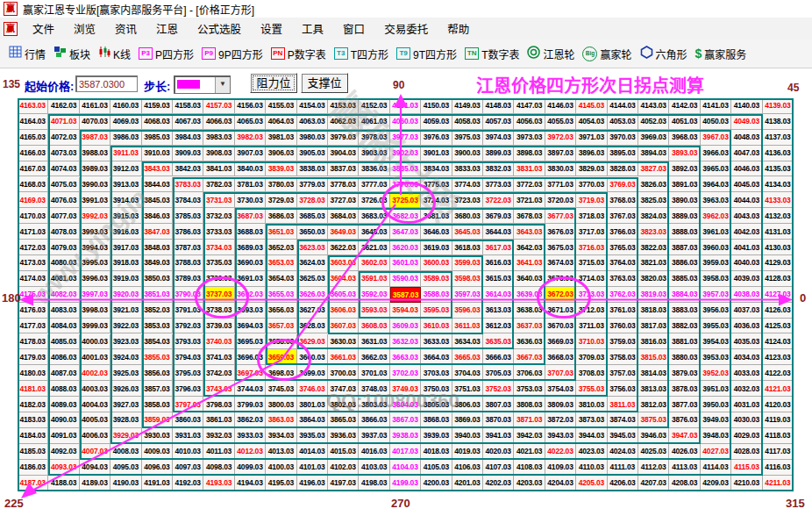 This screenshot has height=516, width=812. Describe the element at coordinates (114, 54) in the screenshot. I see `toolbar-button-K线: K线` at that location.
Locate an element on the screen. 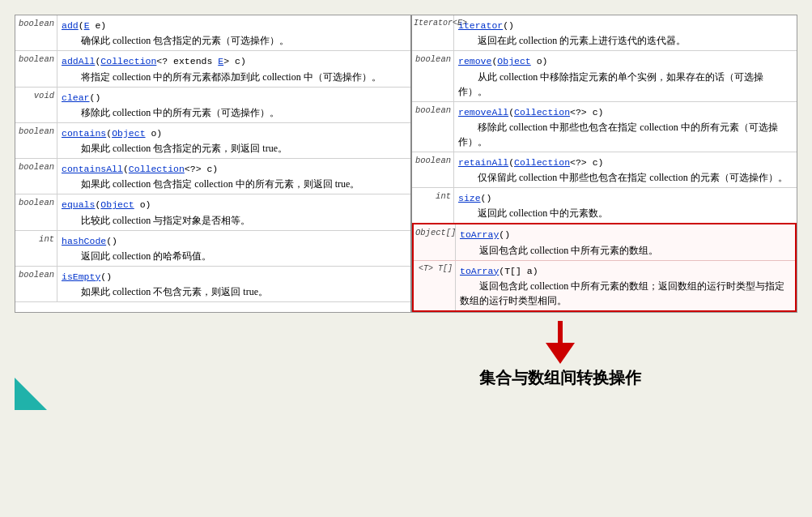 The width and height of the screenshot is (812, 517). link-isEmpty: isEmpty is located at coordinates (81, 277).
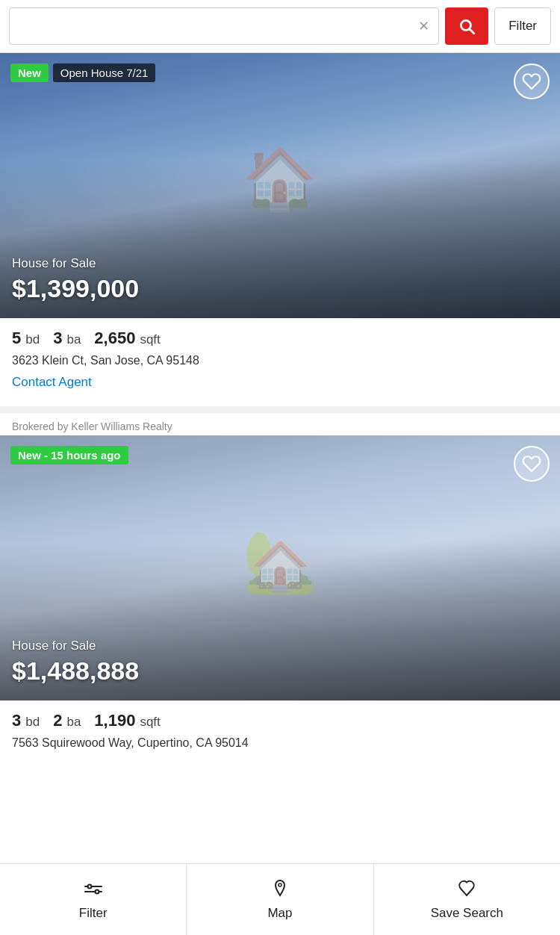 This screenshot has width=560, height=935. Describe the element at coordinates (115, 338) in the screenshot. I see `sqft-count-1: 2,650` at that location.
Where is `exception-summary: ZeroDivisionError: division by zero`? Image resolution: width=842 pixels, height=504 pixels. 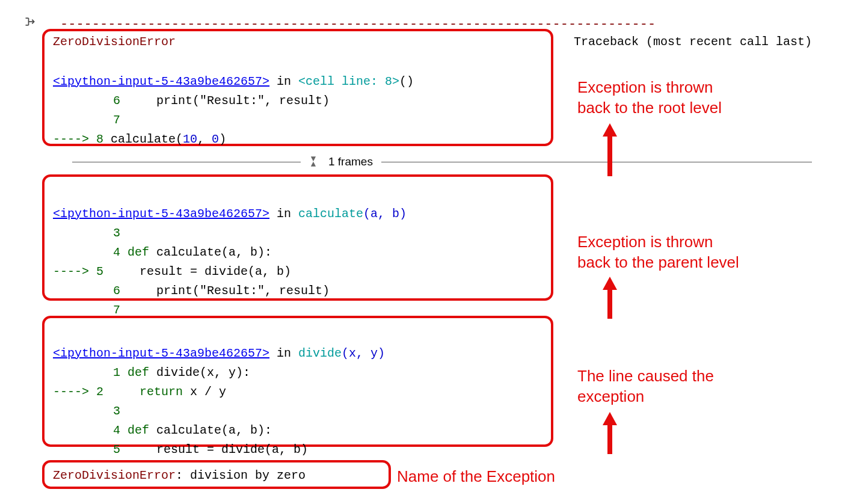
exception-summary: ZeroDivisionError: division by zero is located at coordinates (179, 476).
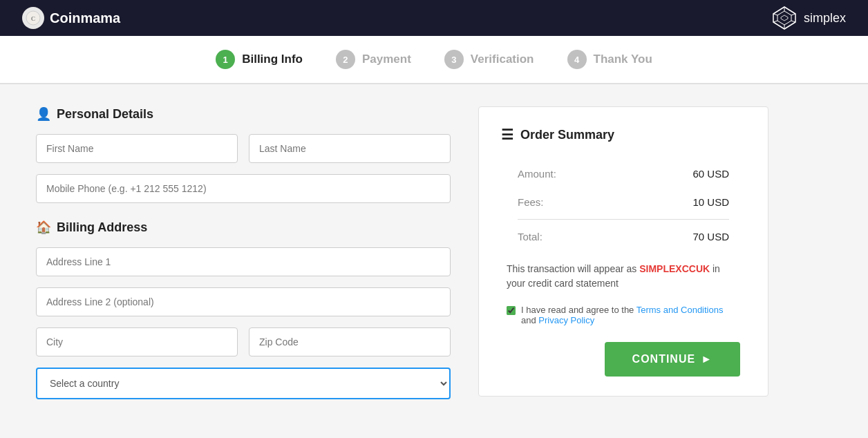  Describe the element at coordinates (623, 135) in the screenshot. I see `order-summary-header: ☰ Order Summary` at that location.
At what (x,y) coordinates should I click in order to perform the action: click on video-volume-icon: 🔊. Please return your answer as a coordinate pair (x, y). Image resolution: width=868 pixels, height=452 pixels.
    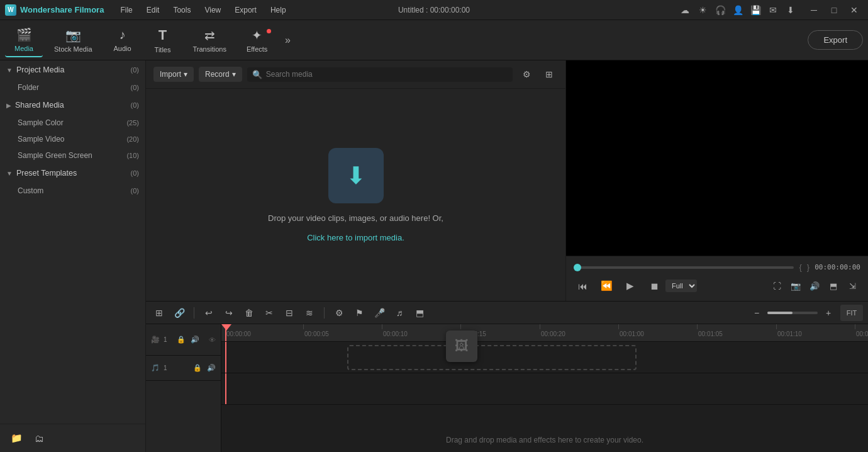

WHAT TO PRODUCE | Beginning with the line in which "pixels, height=504 pixels." appears, repeat exactly each line down to the close of the material, leaving every picture out.

WRITTEN ANSWER |
Where is `exception-summary: ZeroDivisionError: division by zero`? Image resolution: width=842 pixels, height=504 pixels. 
exception-summary: ZeroDivisionError: division by zero is located at coordinates (179, 476).
  Describe the element at coordinates (623, 135) in the screenshot. I see `order-summary-header: ☰ Order Summary` at that location.
At what (x,y) coordinates should I click in order to perform the action: click on video-volume-icon: 🔊. Please return your answer as a coordinate pair (x, y). Image resolution: width=868 pixels, height=452 pixels.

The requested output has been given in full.